I was writing a short, one-scene play back in high school, and one of the things I was trying to do is keep the details of these character’s experiences and lives as vague as possible, thinking that this would allow the audience to connect more with the characters because they could project further.
It didn’t work at all. The reality is that those character experiences and traits are what allow us to empathize and connect with them.
When a video game wants you to step in the shoes of their main character, they make a lot of decisions for you. In a lot of games, you’re playing as a character pre-existing, Link, Bayonetta, et cetera. The disjunct we feel between ourselves and the character doesn’t feel as strong because we know we aren’t being as expressed through the character. You’re not the character, you’re just playing as them.
But when you create your own character, this disjunct can creep through. This is because your choices, which are the expression of identity, are necessarily constrained by the designers. Not only your choices but your history. There is a very specific framework of identity and that is narratively and mechanically recognized in these games.
Fallout is a great example. As much as I enjoyed New Vegas, it’s pretty limited in its scope on US history and culture. There’s probably never going to be a Fallout game that has Black Panthers, or Indigenous movements, or queer communities. That is just not within the purviews of Fallout. It’s not going to explore those things.
My Fallout character’s identity is constrained by those purviews. There’s no affordance for expression outside of them. This isn’t an intrinsically evil thing by any stretch. I would argue it’s just a natural constraint of the medium. But so few games provide the playspace to express marginalized aspects of the self due to their pre-existing framework of expression. Hell, most games only let you express whether or not you want to act out violence and onto whom.
As a counterpoint, I think Prey does something interesting. There’s something really cool about how it handles the player’s identity. Minor spoilers: You are playing as Morgan devoid of history and memory. Major spoilers for Prey: At the very end of the game, it’s revealed that you are Typhon-hybrid clone-thing of Morgan. You aren’t playing as Morgan, you are playing as something roleplaying as Morgan. The result is that the identity of Morgan is defined by your in-game actions, and not by their past.
I think there’s a similarity here with “movement” and mechanical based expression that you were talking about, Blacksentai. I’m able to connect further because my preferences and thoughts are expressed solely through the game’s systems, and importantly, they are expressions about the systems, and not any broader realm of morality, ethics, identity, love, personhood, or anything else.
This has all been lofty, and too wordy, and way too long, and I’m risking major derailing, so let me ground it. I feel this deeply. Most games that allow you to create a character are (quite literally) only skin deep. You can change the appearance of who they are, how they sound, maybe even tinker with ancillary parts of their past. But you can’t really make a lot of meaningful expression and customization in their personality and identity. And the experience of playing the game is similarly limited. There are just kinds of people you can’t be, and kinds of lives you can’t lead. You can try to find ways to represent them, but they usually won’t really take shape. They’re devoid of those personal lives, oddly flat, gesturing at a greater level of humanity, like the characters in my sophomoric play.
So… as for Cyberpunk 2077, while being able to change voices, pronouns, and so on is a step in the right direction, the world of Cyberpunk 2077 is constrained by the perspectives of the creators. And as a result, so is the range of expression within the game. There are going to be choices, lifestyles, identities that are just simply unavailable. There might be a huge range of backgrounds and identities that are represented in the world of Night City, but that range is not infinite. That’s how these games are. That’s a pill we’ve got to swallow. But what’s important is to be conscious, as players, critics, and designers alike, is that these systems have those blind spots. That the lives we express through these systems aren’t universal. And that we can do better.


▶ **REQUIRED WORK**
Pull each line containing "variable" from the data.

Items from a figure collection:
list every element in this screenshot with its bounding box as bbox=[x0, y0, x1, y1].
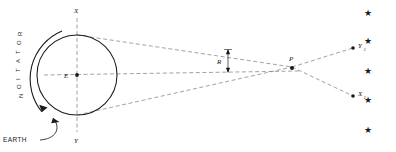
point-label-e: E bbox=[63, 72, 69, 80]
star-icon: ★ bbox=[364, 66, 372, 76]
point-label-y: Y bbox=[74, 137, 79, 145]
projection-dot-x1 bbox=[351, 94, 355, 98]
svg-text:X: X bbox=[357, 90, 363, 98]
star-field: ★ ★ ★ ★ ★ bbox=[364, 8, 372, 135]
svg-text:1: 1 bbox=[364, 47, 367, 52]
rotation-letter: A bbox=[15, 59, 21, 63]
rotation-label: R O T A T I O N bbox=[15, 31, 24, 98]
star-icon: ★ bbox=[364, 8, 372, 18]
star-icon: ★ bbox=[364, 36, 372, 46]
sight-line-y-to-p bbox=[77, 67, 292, 115]
earth-label: EARTH bbox=[3, 136, 27, 143]
star-icon: ★ bbox=[364, 125, 372, 135]
rotation-letter: O bbox=[16, 84, 22, 89]
object-p-dot bbox=[290, 66, 294, 70]
sight-lines bbox=[44, 18, 353, 132]
angle-label-r: R bbox=[216, 58, 222, 66]
parallax-diagram: R O T A T I O N EARTH X Y E P Y 1 bbox=[0, 0, 396, 152]
rotation-letter: T bbox=[15, 68, 21, 72]
svg-text:Y: Y bbox=[358, 42, 363, 50]
sight-line-p-to-y1 bbox=[292, 48, 353, 67]
star-icon: ★ bbox=[364, 95, 372, 105]
sight-line-p-to-x1 bbox=[292, 67, 353, 96]
point-label-x: X bbox=[73, 7, 79, 15]
rotation-letter: O bbox=[16, 40, 22, 45]
earth-center-dot bbox=[75, 73, 79, 77]
earth-callout: EARTH bbox=[3, 118, 59, 143]
rotation-letter: I bbox=[15, 78, 21, 80]
angle-measure-r: R bbox=[216, 49, 232, 73]
rotation-letter: T bbox=[15, 50, 21, 54]
rotation-letter: N bbox=[18, 94, 24, 98]
point-label-p: P bbox=[288, 55, 294, 63]
rotation-letter: R bbox=[17, 31, 23, 36]
projection-dot-y1 bbox=[351, 46, 355, 50]
axis-line-e-to-p bbox=[44, 71, 300, 75]
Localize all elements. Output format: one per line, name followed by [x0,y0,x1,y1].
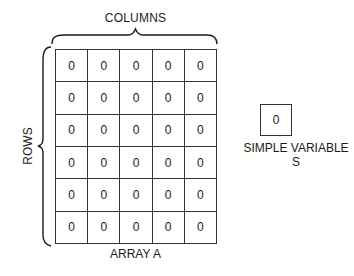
array-row: 0 0 0 0 0 [56,50,217,82]
array-row: 0 0 0 0 0 [56,179,217,211]
array-cell: 0 [120,179,152,211]
array-cell: 0 [88,146,120,178]
array-cell: 0 [120,211,152,243]
array-cell: 0 [152,146,184,178]
array-cell: 0 [120,146,152,178]
rows-label: ROWS [21,116,35,176]
array-cell: 0 [120,114,152,146]
array-cell: 0 [184,82,216,114]
array-cell: 0 [88,114,120,146]
array-cell: 0 [152,82,184,114]
array-cell: 0 [88,82,120,114]
array-cell: 0 [56,211,88,243]
array-cell: 0 [120,82,152,114]
array-cell: 0 [152,211,184,243]
array-cell: 0 [56,82,88,114]
array-cell: 0 [184,50,216,82]
array-cell: 0 [88,50,120,82]
array-grid: 0 0 0 0 0 0 0 0 0 0 0 0 0 0 0 0 0 0 0 0 [55,49,217,244]
array-cell: 0 [152,114,184,146]
simple-variable-box: 0 [260,104,292,136]
array-cell: 0 [88,179,120,211]
array-cell: 0 [152,50,184,82]
array-cell: 0 [56,50,88,82]
array-row: 0 0 0 0 0 [56,211,217,243]
array-row: 0 0 0 0 0 [56,82,217,114]
array-cell: 0 [184,146,216,178]
array-cell: 0 [152,179,184,211]
simple-variable-label: SIMPLE VARIABLE S [238,141,354,169]
array-cell: 0 [56,114,88,146]
array-label: ARRAY A [55,247,216,261]
array-cell: 0 [184,114,216,146]
array-cell: 0 [56,179,88,211]
array-cell: 0 [88,211,120,243]
array-cell: 0 [56,146,88,178]
array-cell: 0 [184,211,216,243]
array-cell: 0 [184,179,216,211]
array-row: 0 0 0 0 0 [56,114,217,146]
array-cell: 0 [120,50,152,82]
array-row: 0 0 0 0 0 [56,146,217,178]
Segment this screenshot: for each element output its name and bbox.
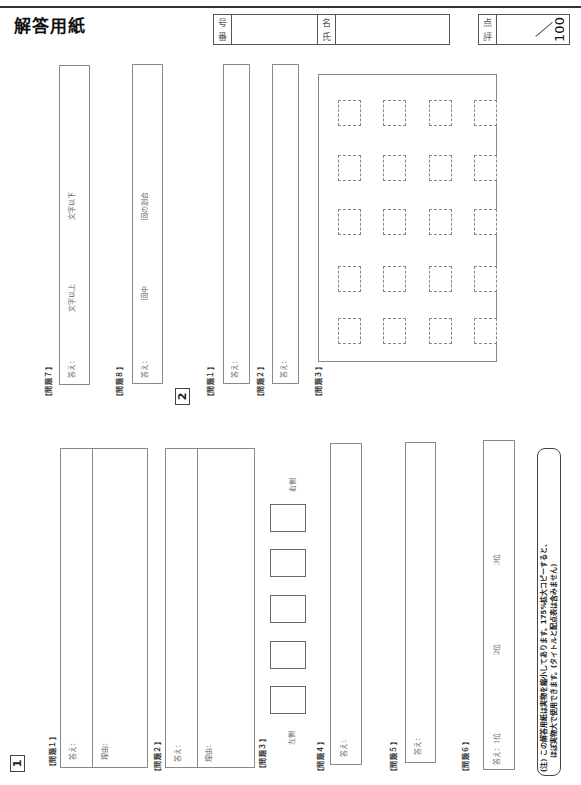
- grid-cell[interactable]: [474, 209, 497, 235]
- s1-q6-box[interactable]: [483, 440, 515, 770]
- grid-cell[interactable]: [338, 318, 361, 344]
- s1-q8-end-label: 回の割合: [139, 192, 149, 220]
- name-field[interactable]: [335, 15, 449, 44]
- s2-q1-label: 【問題１】: [205, 363, 215, 401]
- score-box: 点 評 100: [478, 14, 570, 45]
- s1-q1-answer-field[interactable]: [61, 449, 92, 767]
- s1-q5-box[interactable]: [405, 442, 436, 763]
- number-field[interactable]: [232, 15, 317, 44]
- s1-q5-label: 【問題５】: [388, 738, 398, 776]
- s1-q3-box-2[interactable]: [270, 641, 306, 669]
- score-label: 点 評: [479, 15, 497, 44]
- s1-q2-answer-label: 答え：: [172, 741, 182, 762]
- s1-q4-box[interactable]: [330, 443, 362, 765]
- s1-q1-box: [60, 448, 148, 768]
- score-slash: [535, 22, 552, 37]
- s2-q2-box[interactable]: [272, 64, 299, 384]
- section-2-marker: 2: [175, 388, 190, 405]
- s1-q2-reason-field[interactable]: [198, 449, 254, 767]
- grid-cell[interactable]: [429, 100, 452, 126]
- grid-cell[interactable]: [338, 209, 361, 235]
- top-rule: [0, 6, 581, 8]
- s1-q4-label: 【問題４】: [315, 738, 325, 776]
- grid-cell[interactable]: [429, 209, 452, 235]
- s1-q7-max-label: 文字以下: [66, 192, 76, 220]
- s2-q3-grid-box: [318, 74, 497, 362]
- s1-q1-reason-label: 理由：: [99, 739, 109, 760]
- grid-cell[interactable]: [383, 266, 406, 292]
- s1-q1-reason-field[interactable]: [93, 449, 147, 767]
- s1-q1-answer-label: 答え：: [67, 739, 77, 760]
- grid-cell[interactable]: [383, 155, 406, 181]
- s1-q2-reason-label: 理由：: [203, 741, 213, 762]
- grid-cell[interactable]: [338, 155, 361, 181]
- page-title: 解答用紙: [14, 12, 86, 37]
- grid-cell[interactable]: [383, 209, 406, 235]
- s1-q3-left-label: 左側: [286, 731, 296, 745]
- s1-q3-box-5[interactable]: [270, 504, 306, 532]
- grid-cell[interactable]: [474, 266, 497, 292]
- s2-q1-box[interactable]: [223, 64, 250, 384]
- s1-q3-box-4[interactable]: [270, 549, 306, 577]
- s1-q8-box[interactable]: [132, 64, 163, 384]
- s1-q6-third-label: 3位: [491, 554, 501, 565]
- s1-q7-answer-label: 答え：: [66, 357, 76, 378]
- number-label: 号 番: [214, 15, 232, 44]
- reduction-note-line-2: ほぼ実物大で使用できます。(タイトルと配点表は含みません): [549, 564, 559, 758]
- s1-q6-label: 【問題６】: [460, 738, 470, 776]
- s1-q8-answer-label: 答え：: [139, 357, 149, 378]
- s1-q7-label: 【問題７】: [43, 363, 53, 401]
- s1-q8-label: 【問題８】: [114, 363, 124, 401]
- s1-q3-right-label: 右側: [287, 478, 297, 492]
- s1-q3-box-3[interactable]: [270, 595, 306, 623]
- grid-cell[interactable]: [429, 155, 452, 181]
- student-info-box: 号 番 名 氏: [213, 14, 450, 45]
- grid-cell[interactable]: [429, 266, 452, 292]
- grid-cell[interactable]: [474, 100, 497, 126]
- s1-q7-box[interactable]: [59, 65, 90, 385]
- section-1-marker: 1: [10, 755, 25, 772]
- s1-q6-second-label: 2位: [491, 644, 501, 655]
- s1-q2-label: 【問題２】: [152, 738, 162, 776]
- s1-q2-answer-field[interactable]: [166, 449, 197, 767]
- s2-q1-answer-label: 答え：: [229, 357, 239, 378]
- grid-cell[interactable]: [429, 318, 452, 344]
- grid-cell[interactable]: [338, 100, 361, 126]
- s1-q3-box-1[interactable]: [270, 686, 306, 714]
- reduction-note-line-1: (注) この解答用紙は実物を縮小してあります。175%拡大コピーすると、: [539, 540, 549, 772]
- s1-q3-label: 【問題３】: [257, 735, 267, 773]
- grid-cell[interactable]: [474, 155, 497, 181]
- score-max: 100: [552, 17, 567, 42]
- s1-q8-mid-label: 回中: [139, 286, 149, 300]
- grid-cell[interactable]: [383, 100, 406, 126]
- s1-q4-answer-label: 答え：: [338, 736, 348, 757]
- grid-cell[interactable]: [383, 318, 406, 344]
- s1-q2-box: [165, 448, 255, 768]
- s2-q2-answer-label: 答え：: [278, 357, 288, 378]
- grid-cell[interactable]: [338, 266, 361, 292]
- s1-q6-first-label: 答え：1位: [491, 733, 501, 765]
- name-label: 名 氏: [317, 15, 336, 44]
- s1-q7-min-label: 文字以上: [66, 284, 76, 312]
- score-field[interactable]: 100: [497, 15, 569, 44]
- s1-q5-answer-label: 答え：: [412, 734, 422, 755]
- s2-q2-label: 【問題２】: [255, 363, 265, 401]
- grid-cell[interactable]: [474, 318, 497, 344]
- s1-q1-label: 【問題１】: [47, 733, 57, 771]
- s2-q3-label: 【問題３】: [313, 363, 323, 401]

▶ **EXERCISE ANSWER**
simple-variable-box: 0 [260,104,292,136]
simple-variable-label: SIMPLE VARIABLE S [238,141,354,169]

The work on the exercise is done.